United States or Åland ? Vote for the TOP Country of the Week !


The Pachycardia are then divided into Monorhina, which contains the Cyclostome fishes, distinguished by their single nasal aperture; and Amphirhina, comprising the other Vertebrata, which have two nasal apertures.

Then the Sub-kingdom VERTEBRATA is subdivided into the five 'Classes, Fishes, Amphibians, Reptiles, Birds, and Mammals, and these into smaller groups called 'Orders'; these into 'Families' and 'Genera'; while the last are finally broken up into the smallest assemblages, which are distinguished by the possession of constant, not-sexual, characters. These ultimate groups are Species.

This discovery is of no small interest as bearing on the theory of progressive development, because, according to Professor Huxley, the genus Pteraspis is allied to the sturgeon, and therefore by no means of low grade in the piscine class. It is a fact well worthy of notice that no remains of vertebrata have yet been met with in any strata older than the Lower Ludlow.

And here the visitor may well pause to think upon the zoological travels he has already made, from the mammalia, which present the highest types of animal life; through the sub-families of birds, which form Cuvier's secondary class of vertebrata, or animals with a back-bone; to the threshold of the room in which the tertiary class of back-boned animals are deposited.

Nearly 40,000 species of animals and plants have been added to the Systema Naturae by palaeontological research. This is a living population equivalent to that of a new continent in mere number; equivalent to that of a new hemisphere, if we take into account the small population of insects as yet found fossil, and the large proportion and peculiar organisation of many of the Vertebrata.

And so definitely and precisely marked is the structure of each animal, that, in the present state of our knowledge, there is not the least evidence to prove that a form, in the slightest degree transitional between any of the two groups Vertebrata, Annulosa, Mollusca, and Coelenterata, either exists, or has existed, during that period of the earth's history which is recorded by the geologist.

This improvement inevitably leads to the gradual advancement of the organisation of the greater number of living beings throughout the world. But here we enter on a very intricate subject, for naturalists have not defined to each other's satisfaction what is meant by an advance in organisation. Among the vertebrata the degree of intellect and an approach in structure to man clearly come into play.

Its white tail, laid back on its black body, makes it very conspicuous in the dusk when it roams about, so that it is not likely to be pounced upon by any of the carnivora mistaking it for other night-roaming animals. I only met with one other example amongst the vertebrata, and it was also a reptile. In the woods around Santo Domingo there are many frogs.

None of the cases of progressive modification which are cited from among the Invertebrata appear to me to have a foundation less open to criticism than these; and if this be so, no careful reasoner would, I think, be inclined to lay very great stress upon them. Among the Vertebrata, however, there are a few examples which appear to be far less open to objection.

With respect to the Vertebrata, whole pages could be filled with striking illustrations from our great palaeontologist, Owen, showing how extinct animals fall in between existing groups.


PROBLEM DESCRIPTION: Restating the data exactly is the whole task.

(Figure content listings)
———

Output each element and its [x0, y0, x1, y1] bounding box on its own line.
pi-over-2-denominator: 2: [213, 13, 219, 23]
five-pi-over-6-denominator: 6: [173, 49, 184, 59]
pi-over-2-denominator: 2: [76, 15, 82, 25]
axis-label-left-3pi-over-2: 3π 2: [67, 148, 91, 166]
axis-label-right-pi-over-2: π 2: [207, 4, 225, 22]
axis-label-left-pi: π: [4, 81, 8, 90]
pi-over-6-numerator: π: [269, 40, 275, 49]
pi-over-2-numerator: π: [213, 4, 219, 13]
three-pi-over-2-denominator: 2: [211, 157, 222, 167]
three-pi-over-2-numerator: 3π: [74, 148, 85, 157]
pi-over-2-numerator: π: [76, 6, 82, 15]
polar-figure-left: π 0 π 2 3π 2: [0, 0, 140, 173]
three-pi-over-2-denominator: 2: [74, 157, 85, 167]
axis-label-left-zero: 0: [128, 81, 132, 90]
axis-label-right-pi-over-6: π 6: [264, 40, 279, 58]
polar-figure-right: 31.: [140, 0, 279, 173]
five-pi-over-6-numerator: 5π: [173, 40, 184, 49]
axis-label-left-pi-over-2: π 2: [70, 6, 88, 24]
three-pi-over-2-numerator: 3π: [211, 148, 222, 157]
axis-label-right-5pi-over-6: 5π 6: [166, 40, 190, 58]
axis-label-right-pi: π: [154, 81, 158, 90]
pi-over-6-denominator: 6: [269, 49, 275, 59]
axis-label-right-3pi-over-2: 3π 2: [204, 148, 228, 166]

———

RESPONSE AREA:
Output each element and its [x0, y0, x1, y1] bounding box on its own line.
pi-over-2-denominator: 2: [213, 13, 219, 23]
five-pi-over-6-denominator: 6: [173, 49, 184, 59]
pi-over-2-denominator: 2: [76, 15, 82, 25]
axis-label-left-3pi-over-2: 3π 2: [67, 148, 91, 166]
axis-label-right-pi-over-2: π 2: [207, 4, 225, 22]
axis-label-left-pi: π: [4, 81, 8, 90]
pi-over-6-numerator: π: [269, 40, 275, 49]
pi-over-2-numerator: π: [213, 4, 219, 13]
three-pi-over-2-denominator: 2: [211, 157, 222, 167]
three-pi-over-2-numerator: 3π: [74, 148, 85, 157]
pi-over-2-numerator: π: [76, 6, 82, 15]
polar-figure-left: π 0 π 2 3π 2: [0, 0, 140, 173]
three-pi-over-2-denominator: 2: [74, 157, 85, 167]
axis-label-left-zero: 0: [128, 81, 132, 90]
axis-label-right-pi-over-6: π 6: [264, 40, 279, 58]
polar-figure-right: 31.: [140, 0, 279, 173]
five-pi-over-6-numerator: 5π: [173, 40, 184, 49]
axis-label-left-pi-over-2: π 2: [70, 6, 88, 24]
three-pi-over-2-numerator: 3π: [211, 148, 222, 157]
axis-label-right-5pi-over-6: 5π 6: [166, 40, 190, 58]
axis-label-right-pi: π: [154, 81, 158, 90]
pi-over-6-denominator: 6: [269, 49, 275, 59]
axis-label-right-3pi-over-2: 3π 2: [204, 148, 228, 166]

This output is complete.